Deep segmentation networks achieve high performance when trained on specific datasets. However, in clinical practice, it is often desirable that pretrained segmentation models can be dynamically extended to enable segmenting new organs without access to previous training datasets or without training from scratch. This would ensure a much more efficient model development and deployment paradigm accounting for the patient privacy and data storage issues. This clinically preferred process can be viewed as a continual semantic segmentation (CSS) problem. Previous CSS works would either experience catastrophic forgetting or lead to unaffordable memory costs as models expand. In this work, we propose a new continual whole-body organ segmentation model with light-weighted low-rank adaptation (LoRA). We first train and freeze a pyramid vision transformer (PVT) base segmentation model on the initial task, then continually add light-weighted trainable LoRA parameters to the frozen model for each new learning task. Through a holistically exploration of the architecture modification, we identify three most important layers (i.e., patch-embedding, multi-head attention and feed forward layers) that are critical in adapting to the new segmentation tasks, while retaining the majority of the pretrained parameters fixed. Our proposed model continually segments new organs without catastrophic forgetting and meanwhile maintaining a low parameter increasing rate. Continually trained and tested on four datasets covering different body parts of a total of 121 organs, results show that our model achieves high segmentation accuracy, closely reaching the PVT and nnUNet upper bounds, and significantly outperforms other regularization-based CSS methods. When comparing to the leading architecture-based CSS method, our model has a substantial lower parameter increasing rate while achieving comparable performance.

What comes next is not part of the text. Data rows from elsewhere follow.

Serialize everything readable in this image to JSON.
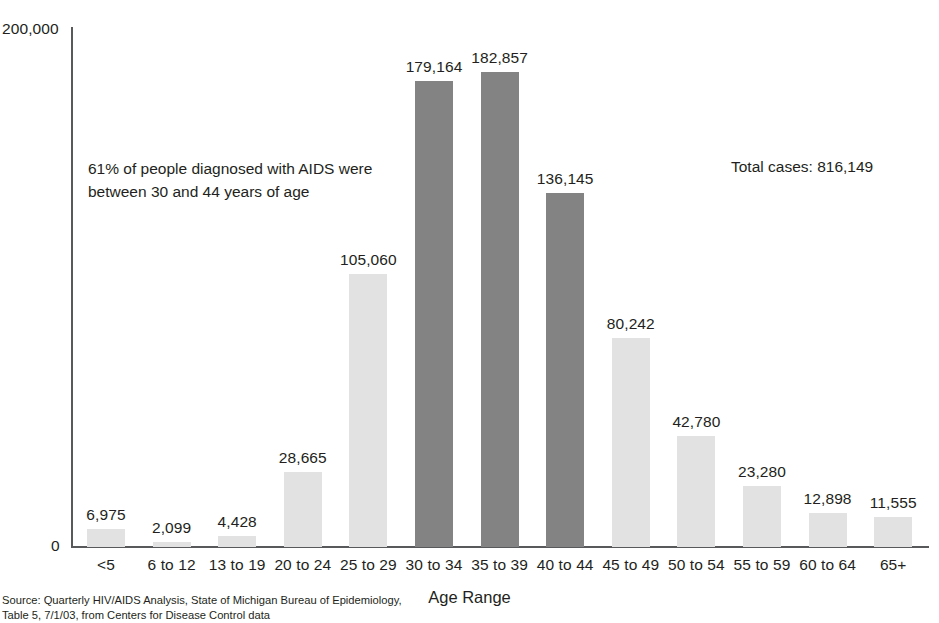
{
  "chart_data": {
    "type": "bar",
    "title": "",
    "xlabel": "Age Range",
    "ylabel": "",
    "ylim": [
      0,
      200000
    ],
    "grid": false,
    "legend": "none",
    "y_ticks": [
      "0",
      "200,000"
    ],
    "categories": [
      "<5",
      "6 to 12",
      "13 to 19",
      "20 to 24",
      "25 to 29",
      "30 to 34",
      "35 to 39",
      "40 to 44",
      "45 to 49",
      "50 to 54",
      "55 to 59",
      "60 to 64",
      "65+"
    ],
    "values": [
      6975,
      2099,
      4428,
      28665,
      105060,
      179164,
      182857,
      136145,
      80242,
      42780,
      23280,
      12898,
      11555
    ],
    "value_labels": [
      "6,975",
      "2,099",
      "4,428",
      "28,665",
      "105,060",
      "179,164",
      "182,857",
      "136,145",
      "80,242",
      "42,780",
      "23,280",
      "12,898",
      "11,555"
    ],
    "highlighted": [
      false,
      false,
      false,
      false,
      false,
      true,
      true,
      true,
      false,
      false,
      false,
      false,
      false
    ],
    "colors": {
      "bar_light": "#e2e2e2",
      "bar_dark": "#838383",
      "axis": "#58595b",
      "text": "#231f20"
    },
    "annotations": [
      "61% of people diagnosed with AIDS were between 30 and 44 years of age",
      "Total cases: 816,149"
    ]
  },
  "annotation": {
    "line1": "61% of people diagnosed with AIDS were",
    "line2": "between 30 and 44 years of age"
  },
  "total_cases": {
    "text": "Total cases: 816,149"
  },
  "axis": {
    "y_top_label": "200,000",
    "y_zero_label": "0",
    "x_title": "Age Range"
  },
  "source": {
    "line1": "Source: Quarterly HIV/AIDS Analysis, State of Michigan Bureau of Epidemiology,",
    "line2": "Table 5, 7/1/03, from Centers for Disease Control data"
  }
}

Paper Structure (9 sections, 3 equations, 2 figures, 2 tables)

This paper contains 9 sections, 3 equations, 2 figures, 2 tables.

Figures (2)

  • Figure 1: Illustration of the continual multi-organ segmentation (a). At each continual learning step, only the previously trained model is available (green arrow). Previous datasets are not accessible. Illustration of the segmentation performance versus parameter increasing rate of continual multi-organ segmentation methods.

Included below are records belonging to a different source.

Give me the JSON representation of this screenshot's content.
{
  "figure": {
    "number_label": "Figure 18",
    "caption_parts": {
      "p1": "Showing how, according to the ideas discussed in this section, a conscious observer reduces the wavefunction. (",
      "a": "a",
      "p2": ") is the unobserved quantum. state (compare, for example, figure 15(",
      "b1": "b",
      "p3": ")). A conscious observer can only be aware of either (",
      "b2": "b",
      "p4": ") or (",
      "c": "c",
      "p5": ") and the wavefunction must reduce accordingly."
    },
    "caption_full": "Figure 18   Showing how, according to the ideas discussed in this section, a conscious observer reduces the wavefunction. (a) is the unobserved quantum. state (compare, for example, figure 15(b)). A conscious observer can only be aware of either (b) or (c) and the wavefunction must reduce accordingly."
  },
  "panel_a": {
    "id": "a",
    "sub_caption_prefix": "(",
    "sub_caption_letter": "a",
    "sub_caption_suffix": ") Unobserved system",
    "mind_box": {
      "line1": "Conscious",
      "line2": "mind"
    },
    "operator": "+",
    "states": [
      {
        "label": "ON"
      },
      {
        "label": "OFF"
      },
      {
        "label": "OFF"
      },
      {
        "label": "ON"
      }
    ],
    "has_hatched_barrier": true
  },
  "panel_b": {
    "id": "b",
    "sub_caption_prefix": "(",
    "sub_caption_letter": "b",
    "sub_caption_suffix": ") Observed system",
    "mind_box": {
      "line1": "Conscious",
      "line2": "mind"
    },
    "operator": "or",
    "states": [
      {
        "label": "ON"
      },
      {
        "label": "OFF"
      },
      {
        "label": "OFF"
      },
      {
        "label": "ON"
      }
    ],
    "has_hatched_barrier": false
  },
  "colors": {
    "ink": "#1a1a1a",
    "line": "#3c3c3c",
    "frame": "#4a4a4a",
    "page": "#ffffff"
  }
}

  • Figure 2: Overall framework of the proposed low-rank continual pyramid vision transformer (LoCo-PVT) network for continual whole-body organ segmentation, which is composed of a stack of encoder and decoder blocks, where each block contains a patch embedding (PE) layer and multiple LoCo-PVT layers. Encoder PE layer (LoCo-PE) has a convolution layer with stride 2 for downsampling, while decoder PE layer (Deconv-PE) uses deconvolution layer for upsampling instead. Continual LoRA is added on linear layers for Q/V projection in multi-head attention and feed-forward network in LoCo-PVT, and is also added on convolution layers (LoCo-Conv) in LoCo-PE. The base network is frozen (colored in blue) after training the inital task 0. At each following continual learning step, a set of trainable LoRA parameters and a new segmentation output layer (colored in red) are added for new task adaptation.